*** GIVEN ENTRIES ***
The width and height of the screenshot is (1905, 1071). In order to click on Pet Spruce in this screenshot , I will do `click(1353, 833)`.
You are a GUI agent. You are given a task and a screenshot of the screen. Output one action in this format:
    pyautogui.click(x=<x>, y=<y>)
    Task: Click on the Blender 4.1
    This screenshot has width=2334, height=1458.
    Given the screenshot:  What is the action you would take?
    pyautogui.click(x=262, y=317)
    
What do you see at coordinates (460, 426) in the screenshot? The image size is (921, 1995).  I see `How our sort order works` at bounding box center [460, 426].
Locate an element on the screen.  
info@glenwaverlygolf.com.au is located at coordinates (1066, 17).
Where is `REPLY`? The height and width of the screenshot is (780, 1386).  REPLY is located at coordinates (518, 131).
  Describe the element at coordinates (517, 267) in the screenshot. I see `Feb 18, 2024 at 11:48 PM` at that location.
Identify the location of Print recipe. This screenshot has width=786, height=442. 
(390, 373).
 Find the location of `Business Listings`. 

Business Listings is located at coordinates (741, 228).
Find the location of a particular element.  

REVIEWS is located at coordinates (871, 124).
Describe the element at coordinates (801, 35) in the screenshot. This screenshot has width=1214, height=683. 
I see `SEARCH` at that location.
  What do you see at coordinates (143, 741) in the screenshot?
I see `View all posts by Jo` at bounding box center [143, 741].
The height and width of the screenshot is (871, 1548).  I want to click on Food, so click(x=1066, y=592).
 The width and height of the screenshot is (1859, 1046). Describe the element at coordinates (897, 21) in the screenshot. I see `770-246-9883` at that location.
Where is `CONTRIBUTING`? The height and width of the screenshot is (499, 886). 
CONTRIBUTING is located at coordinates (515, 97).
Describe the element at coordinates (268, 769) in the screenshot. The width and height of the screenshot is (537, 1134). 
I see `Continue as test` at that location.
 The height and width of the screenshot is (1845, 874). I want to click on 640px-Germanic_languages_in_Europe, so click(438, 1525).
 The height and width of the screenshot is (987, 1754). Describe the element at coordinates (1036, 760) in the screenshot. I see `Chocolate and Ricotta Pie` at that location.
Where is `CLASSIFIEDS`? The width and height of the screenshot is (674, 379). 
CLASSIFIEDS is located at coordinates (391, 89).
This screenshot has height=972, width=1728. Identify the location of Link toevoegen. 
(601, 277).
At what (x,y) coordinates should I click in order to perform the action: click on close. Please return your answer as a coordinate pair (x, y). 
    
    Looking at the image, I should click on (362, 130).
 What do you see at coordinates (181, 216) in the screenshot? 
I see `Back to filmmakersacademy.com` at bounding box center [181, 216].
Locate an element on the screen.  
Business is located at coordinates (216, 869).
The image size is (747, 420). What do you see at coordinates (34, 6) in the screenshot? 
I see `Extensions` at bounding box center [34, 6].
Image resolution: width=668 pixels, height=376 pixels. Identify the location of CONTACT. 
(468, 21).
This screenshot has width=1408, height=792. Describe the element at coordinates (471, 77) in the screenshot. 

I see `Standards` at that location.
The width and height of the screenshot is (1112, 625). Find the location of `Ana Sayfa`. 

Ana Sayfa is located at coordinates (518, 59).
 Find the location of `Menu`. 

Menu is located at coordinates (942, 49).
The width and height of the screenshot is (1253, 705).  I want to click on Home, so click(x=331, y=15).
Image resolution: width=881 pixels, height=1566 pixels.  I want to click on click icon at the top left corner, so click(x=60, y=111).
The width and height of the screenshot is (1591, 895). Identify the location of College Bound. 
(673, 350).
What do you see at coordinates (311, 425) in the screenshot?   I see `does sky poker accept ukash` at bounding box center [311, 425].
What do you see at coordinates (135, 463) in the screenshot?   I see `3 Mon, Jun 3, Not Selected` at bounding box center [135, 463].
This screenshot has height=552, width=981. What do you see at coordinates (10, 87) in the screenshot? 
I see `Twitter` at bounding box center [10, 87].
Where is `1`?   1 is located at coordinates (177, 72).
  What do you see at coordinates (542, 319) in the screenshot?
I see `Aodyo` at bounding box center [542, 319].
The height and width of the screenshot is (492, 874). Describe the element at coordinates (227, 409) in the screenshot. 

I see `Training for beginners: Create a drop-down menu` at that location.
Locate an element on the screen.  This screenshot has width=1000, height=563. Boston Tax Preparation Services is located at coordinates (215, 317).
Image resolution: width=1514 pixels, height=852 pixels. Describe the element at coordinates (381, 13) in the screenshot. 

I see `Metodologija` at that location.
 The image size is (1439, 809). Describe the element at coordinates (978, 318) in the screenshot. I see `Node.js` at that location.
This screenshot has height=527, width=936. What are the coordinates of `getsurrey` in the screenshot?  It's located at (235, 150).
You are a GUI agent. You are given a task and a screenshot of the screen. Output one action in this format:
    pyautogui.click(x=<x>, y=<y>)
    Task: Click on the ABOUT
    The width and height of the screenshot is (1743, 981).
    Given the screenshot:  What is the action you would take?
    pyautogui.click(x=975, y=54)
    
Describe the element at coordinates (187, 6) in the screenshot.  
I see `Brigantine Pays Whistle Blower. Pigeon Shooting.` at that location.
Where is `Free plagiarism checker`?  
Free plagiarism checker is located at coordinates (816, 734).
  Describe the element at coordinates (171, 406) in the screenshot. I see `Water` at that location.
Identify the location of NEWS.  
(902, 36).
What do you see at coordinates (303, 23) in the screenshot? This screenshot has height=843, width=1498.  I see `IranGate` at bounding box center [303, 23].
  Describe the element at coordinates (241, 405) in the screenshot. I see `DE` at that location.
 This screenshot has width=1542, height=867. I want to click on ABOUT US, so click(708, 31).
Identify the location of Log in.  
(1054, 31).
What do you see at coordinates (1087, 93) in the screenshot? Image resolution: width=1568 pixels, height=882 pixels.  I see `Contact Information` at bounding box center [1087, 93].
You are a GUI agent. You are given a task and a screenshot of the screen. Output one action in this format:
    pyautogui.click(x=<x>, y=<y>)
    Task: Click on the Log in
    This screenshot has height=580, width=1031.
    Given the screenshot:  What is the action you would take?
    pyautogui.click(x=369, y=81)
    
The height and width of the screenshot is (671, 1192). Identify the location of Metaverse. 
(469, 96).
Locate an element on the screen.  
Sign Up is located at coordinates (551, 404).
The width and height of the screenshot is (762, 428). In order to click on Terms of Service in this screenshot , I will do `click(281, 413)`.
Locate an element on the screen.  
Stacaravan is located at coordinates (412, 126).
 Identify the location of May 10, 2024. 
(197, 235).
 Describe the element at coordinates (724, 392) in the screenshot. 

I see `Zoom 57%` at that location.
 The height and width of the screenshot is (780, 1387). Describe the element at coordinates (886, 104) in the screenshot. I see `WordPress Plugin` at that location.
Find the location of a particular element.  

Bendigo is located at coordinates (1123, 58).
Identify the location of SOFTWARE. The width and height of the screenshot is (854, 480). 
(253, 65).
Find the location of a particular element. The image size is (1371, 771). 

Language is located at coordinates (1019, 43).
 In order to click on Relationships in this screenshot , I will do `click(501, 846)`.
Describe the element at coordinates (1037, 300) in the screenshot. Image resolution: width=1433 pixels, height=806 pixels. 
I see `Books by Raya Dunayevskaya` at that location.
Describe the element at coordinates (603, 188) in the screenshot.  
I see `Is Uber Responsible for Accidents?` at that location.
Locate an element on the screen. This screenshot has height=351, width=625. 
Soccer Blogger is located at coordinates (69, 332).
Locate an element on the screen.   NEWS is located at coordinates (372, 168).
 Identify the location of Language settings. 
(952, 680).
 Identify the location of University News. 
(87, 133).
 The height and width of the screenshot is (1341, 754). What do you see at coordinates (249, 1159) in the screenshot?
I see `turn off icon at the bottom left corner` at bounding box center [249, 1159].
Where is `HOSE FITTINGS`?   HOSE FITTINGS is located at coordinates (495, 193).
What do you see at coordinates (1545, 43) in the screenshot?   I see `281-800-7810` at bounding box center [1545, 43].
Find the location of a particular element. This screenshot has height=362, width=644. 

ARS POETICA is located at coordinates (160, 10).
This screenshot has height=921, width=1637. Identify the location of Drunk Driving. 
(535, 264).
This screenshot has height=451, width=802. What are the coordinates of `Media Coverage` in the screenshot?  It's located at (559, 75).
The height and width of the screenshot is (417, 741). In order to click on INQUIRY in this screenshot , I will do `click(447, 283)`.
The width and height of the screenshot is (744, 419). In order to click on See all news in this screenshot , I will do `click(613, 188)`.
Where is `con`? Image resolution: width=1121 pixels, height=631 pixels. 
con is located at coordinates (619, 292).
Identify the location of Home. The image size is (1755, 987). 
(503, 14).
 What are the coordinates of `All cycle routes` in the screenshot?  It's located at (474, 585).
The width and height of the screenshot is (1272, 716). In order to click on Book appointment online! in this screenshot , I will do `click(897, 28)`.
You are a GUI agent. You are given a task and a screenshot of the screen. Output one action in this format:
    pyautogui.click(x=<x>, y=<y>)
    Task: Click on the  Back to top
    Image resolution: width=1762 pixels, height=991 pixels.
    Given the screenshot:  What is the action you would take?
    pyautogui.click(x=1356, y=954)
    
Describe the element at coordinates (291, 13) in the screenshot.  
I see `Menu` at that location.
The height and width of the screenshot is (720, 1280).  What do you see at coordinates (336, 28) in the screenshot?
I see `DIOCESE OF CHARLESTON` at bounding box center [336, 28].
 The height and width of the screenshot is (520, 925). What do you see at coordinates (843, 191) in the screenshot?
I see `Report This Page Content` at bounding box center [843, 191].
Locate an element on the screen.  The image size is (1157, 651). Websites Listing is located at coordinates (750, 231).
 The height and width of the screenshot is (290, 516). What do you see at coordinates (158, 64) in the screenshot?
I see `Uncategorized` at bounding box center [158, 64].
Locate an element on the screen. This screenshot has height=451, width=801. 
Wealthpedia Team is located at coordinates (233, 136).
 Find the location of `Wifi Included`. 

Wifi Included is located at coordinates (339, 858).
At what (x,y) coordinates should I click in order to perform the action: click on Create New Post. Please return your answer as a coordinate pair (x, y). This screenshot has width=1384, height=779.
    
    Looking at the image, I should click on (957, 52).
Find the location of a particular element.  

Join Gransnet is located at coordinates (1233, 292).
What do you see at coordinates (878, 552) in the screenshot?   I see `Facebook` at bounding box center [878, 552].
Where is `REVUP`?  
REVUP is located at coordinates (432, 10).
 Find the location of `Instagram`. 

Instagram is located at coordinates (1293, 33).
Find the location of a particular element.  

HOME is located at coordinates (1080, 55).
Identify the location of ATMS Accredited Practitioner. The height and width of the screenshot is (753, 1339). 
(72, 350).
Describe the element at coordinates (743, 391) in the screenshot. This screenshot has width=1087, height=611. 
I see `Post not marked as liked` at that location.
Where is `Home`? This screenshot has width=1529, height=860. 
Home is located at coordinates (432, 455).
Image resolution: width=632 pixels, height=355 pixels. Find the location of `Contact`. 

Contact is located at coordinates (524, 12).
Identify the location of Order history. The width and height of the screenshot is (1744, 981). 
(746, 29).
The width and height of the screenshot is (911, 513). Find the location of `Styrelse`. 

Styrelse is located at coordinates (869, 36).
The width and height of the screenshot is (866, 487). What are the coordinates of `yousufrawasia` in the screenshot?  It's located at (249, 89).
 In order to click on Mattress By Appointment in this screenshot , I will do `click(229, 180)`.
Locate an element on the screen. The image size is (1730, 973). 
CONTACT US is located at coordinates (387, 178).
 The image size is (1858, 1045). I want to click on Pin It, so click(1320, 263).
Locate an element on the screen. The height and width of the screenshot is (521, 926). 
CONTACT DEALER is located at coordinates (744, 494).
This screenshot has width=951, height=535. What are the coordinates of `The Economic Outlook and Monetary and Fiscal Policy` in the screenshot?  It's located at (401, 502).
*** End of GIVEN ENTRIES ***
Reproduce exactly every line that sits between the start of the entries and the line bearing "This screenshot has width=2334, height=1458.", counting both of those lines.

The width and height of the screenshot is (1905, 1071). In order to click on Pet Spruce in this screenshot , I will do `click(1353, 833)`.
You are a GUI agent. You are given a task and a screenshot of the screen. Output one action in this format:
    pyautogui.click(x=<x>, y=<y>)
    Task: Click on the Blender 4.1
    This screenshot has width=2334, height=1458.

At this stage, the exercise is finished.